24 Jun 2022
Rising recession fears see markets settle
Markets
- Equity markets were mixed this week with gloomy economic news later transitioning to good news for the equity markets.
- In local stock news, Australia’s biggest building materials manufacturers are cutting back operations, hiking prices, and considering moving production offshore to manage a spike in power and gas bills, adding pressure on the government to resolve the country’s energy crisis.
- Iron ore stock prices fell after the iron price tumbled below US$130 a tonne with Chinese steel mills reducing output given deteriorating demand prospects.
- Oil prices fell this week as weaker economic news hit home and with US President Joe Biden getting creative on how to bring down fuel prices for Americans.
Economics
- Australian Reserve Bank governor Philip Lowe told business leaders that the cash rate was unlikely to hit 4% by the year’s end as market pricing has been suggesting, and that he didn’t see recession on the horizon.
- A US leading economic indicator declined in May, in line with expectations, suggesting weaker economic activity in the period ahead.
- A key US manufacturing data point fell sharply in May, coming in below expectations, and pointing to the slowest growth in factory activity for almost 2 years as contractions in output and new orders had an effect.
- A US central bank representative said the risk of a recession is increasing and that it will take several years to return to the central bank’s 2% inflation goal, while chairman Jerome Powell warned that a US recession is a possibility and that it will be very challenging to achieve a soft landing.
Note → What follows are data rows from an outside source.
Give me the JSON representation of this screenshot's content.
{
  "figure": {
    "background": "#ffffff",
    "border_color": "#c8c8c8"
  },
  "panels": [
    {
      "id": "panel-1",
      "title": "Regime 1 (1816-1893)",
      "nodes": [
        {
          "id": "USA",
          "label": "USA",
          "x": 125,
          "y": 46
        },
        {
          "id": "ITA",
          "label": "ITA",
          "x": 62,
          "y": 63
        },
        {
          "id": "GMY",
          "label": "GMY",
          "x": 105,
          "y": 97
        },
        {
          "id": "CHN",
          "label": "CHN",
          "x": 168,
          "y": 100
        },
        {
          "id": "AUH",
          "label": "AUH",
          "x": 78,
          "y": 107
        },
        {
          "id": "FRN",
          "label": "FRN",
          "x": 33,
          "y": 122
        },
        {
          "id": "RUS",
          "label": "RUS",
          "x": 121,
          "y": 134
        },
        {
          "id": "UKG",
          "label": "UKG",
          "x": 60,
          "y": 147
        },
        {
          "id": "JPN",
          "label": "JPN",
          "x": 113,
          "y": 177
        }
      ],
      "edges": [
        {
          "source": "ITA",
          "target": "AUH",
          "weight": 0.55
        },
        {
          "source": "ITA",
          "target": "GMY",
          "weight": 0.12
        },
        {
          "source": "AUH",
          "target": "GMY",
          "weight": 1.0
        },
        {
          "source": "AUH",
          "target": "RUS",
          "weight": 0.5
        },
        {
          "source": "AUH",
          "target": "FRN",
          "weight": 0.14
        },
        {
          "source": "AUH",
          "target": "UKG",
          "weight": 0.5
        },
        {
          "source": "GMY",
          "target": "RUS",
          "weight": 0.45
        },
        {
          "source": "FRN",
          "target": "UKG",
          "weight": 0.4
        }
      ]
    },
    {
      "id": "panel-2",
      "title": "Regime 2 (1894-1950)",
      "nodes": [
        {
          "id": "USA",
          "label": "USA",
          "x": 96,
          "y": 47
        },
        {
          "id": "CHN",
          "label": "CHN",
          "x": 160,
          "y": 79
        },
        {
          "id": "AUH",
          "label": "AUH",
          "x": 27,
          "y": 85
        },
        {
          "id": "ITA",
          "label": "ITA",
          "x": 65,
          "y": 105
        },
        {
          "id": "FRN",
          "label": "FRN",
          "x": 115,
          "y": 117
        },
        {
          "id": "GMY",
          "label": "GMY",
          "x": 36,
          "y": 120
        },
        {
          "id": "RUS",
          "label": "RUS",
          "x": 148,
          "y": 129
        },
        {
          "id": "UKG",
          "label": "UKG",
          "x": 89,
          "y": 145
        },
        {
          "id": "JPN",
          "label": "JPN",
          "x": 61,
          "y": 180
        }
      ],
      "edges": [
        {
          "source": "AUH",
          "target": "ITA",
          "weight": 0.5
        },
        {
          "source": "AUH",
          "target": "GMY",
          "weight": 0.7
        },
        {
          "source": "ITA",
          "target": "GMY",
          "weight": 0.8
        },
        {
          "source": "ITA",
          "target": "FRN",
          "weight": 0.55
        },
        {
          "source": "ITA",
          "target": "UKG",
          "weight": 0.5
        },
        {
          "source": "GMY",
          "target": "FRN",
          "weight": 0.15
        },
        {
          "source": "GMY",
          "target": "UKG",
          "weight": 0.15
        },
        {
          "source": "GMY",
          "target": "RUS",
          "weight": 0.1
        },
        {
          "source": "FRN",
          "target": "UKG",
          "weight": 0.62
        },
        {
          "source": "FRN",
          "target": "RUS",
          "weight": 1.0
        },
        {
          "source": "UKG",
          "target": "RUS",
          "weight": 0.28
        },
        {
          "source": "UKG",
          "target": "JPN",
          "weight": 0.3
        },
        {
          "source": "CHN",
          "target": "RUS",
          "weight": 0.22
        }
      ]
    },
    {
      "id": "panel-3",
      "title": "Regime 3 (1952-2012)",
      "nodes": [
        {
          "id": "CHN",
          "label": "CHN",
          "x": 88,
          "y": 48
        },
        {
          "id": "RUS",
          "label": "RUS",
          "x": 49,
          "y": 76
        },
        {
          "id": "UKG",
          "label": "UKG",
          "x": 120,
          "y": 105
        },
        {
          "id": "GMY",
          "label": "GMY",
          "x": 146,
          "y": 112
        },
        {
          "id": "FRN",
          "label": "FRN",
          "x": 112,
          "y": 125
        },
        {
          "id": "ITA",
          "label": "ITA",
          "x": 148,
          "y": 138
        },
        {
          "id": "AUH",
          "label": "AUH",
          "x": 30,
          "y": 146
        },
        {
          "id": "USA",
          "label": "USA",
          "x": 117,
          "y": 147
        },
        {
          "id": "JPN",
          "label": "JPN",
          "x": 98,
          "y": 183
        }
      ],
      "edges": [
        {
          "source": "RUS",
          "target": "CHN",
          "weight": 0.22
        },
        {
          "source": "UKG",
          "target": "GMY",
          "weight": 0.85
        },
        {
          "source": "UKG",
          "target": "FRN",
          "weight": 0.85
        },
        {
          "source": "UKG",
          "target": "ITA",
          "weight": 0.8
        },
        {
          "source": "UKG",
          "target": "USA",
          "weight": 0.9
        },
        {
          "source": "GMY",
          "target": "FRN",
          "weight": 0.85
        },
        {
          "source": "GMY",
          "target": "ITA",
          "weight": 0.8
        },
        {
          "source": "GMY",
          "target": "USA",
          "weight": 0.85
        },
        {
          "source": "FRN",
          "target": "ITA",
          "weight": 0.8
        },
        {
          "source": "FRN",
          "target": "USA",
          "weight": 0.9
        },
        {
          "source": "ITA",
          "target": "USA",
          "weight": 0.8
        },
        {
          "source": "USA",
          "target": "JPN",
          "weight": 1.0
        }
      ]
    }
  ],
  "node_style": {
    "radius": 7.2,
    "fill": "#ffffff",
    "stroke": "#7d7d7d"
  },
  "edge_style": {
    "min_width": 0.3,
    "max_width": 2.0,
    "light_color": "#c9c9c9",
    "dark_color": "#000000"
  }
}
He confirmed that the bank was strongly committed to returning inflation to their objective.
- European Central Bank president Christine Lagarde told EU finance ministers of the banks plans to limit government bond spreads, meaning more money printing.
- UK consumer price inflation rose to 9.1% in May, from 9% in April, to the highest level since 1982. The headline number was mixed with core prices softening and producer prices rising.
- The Bank of Japan doubled down on its efforts to keep the Japanese 10-year bond yield at 0.25%, announcing it was maintaining its ultra-easy monetary stance.
- Chinese banks kept their main lending rates unchanged following the central bank’s decision to put policy rate cuts on hold as the economy starts to gradually recover from lockdowns.
Politics
- Germany has restarted its coal-fired power stations in order to guarantee the security of energy supplies, after Russia cut gas flows to its biggest customer by 60% last week. Base load power is critical to any energy framework, something which renewables cannot currently provide.
- Russia has ramped up the use of natural gas as a weapon in its war against sanctions, cutting gas supplies to France entirely and reducing supplies to Italy, its 2nd largest European customer. The moves come as the EU gave its tentative approval to give Ukraine candidate status.
- US President Joe Biden said a US recession isn’t inevitable and acknowledged that aides warned him about the inflationary risk of spending since taking office.
- Chinese President Xi Jinping reiterated his commitment to meet China’s 5.5% economic growth target this year amid mounting macroeconomic headwinds.
- French President Emmanuel Macron lost control of the national assembly, failing to achieve a majority, and forcing his party to negotiate alliances with other parties. A broad left-wing alliance is likely to be the biggest opposition group, while the far-right scored record high-wins with a 10-fold increase in MPs. Macron’s party is likely to form an alliance with the conservatives. France hasn’t had a hung election since 1988.
- Columbian elections have seen a former guerrilla take power, with the aim to transform the country’s business-friendly economic model with a radical far-left agenda, setting the scene for a drastic change of course for the country.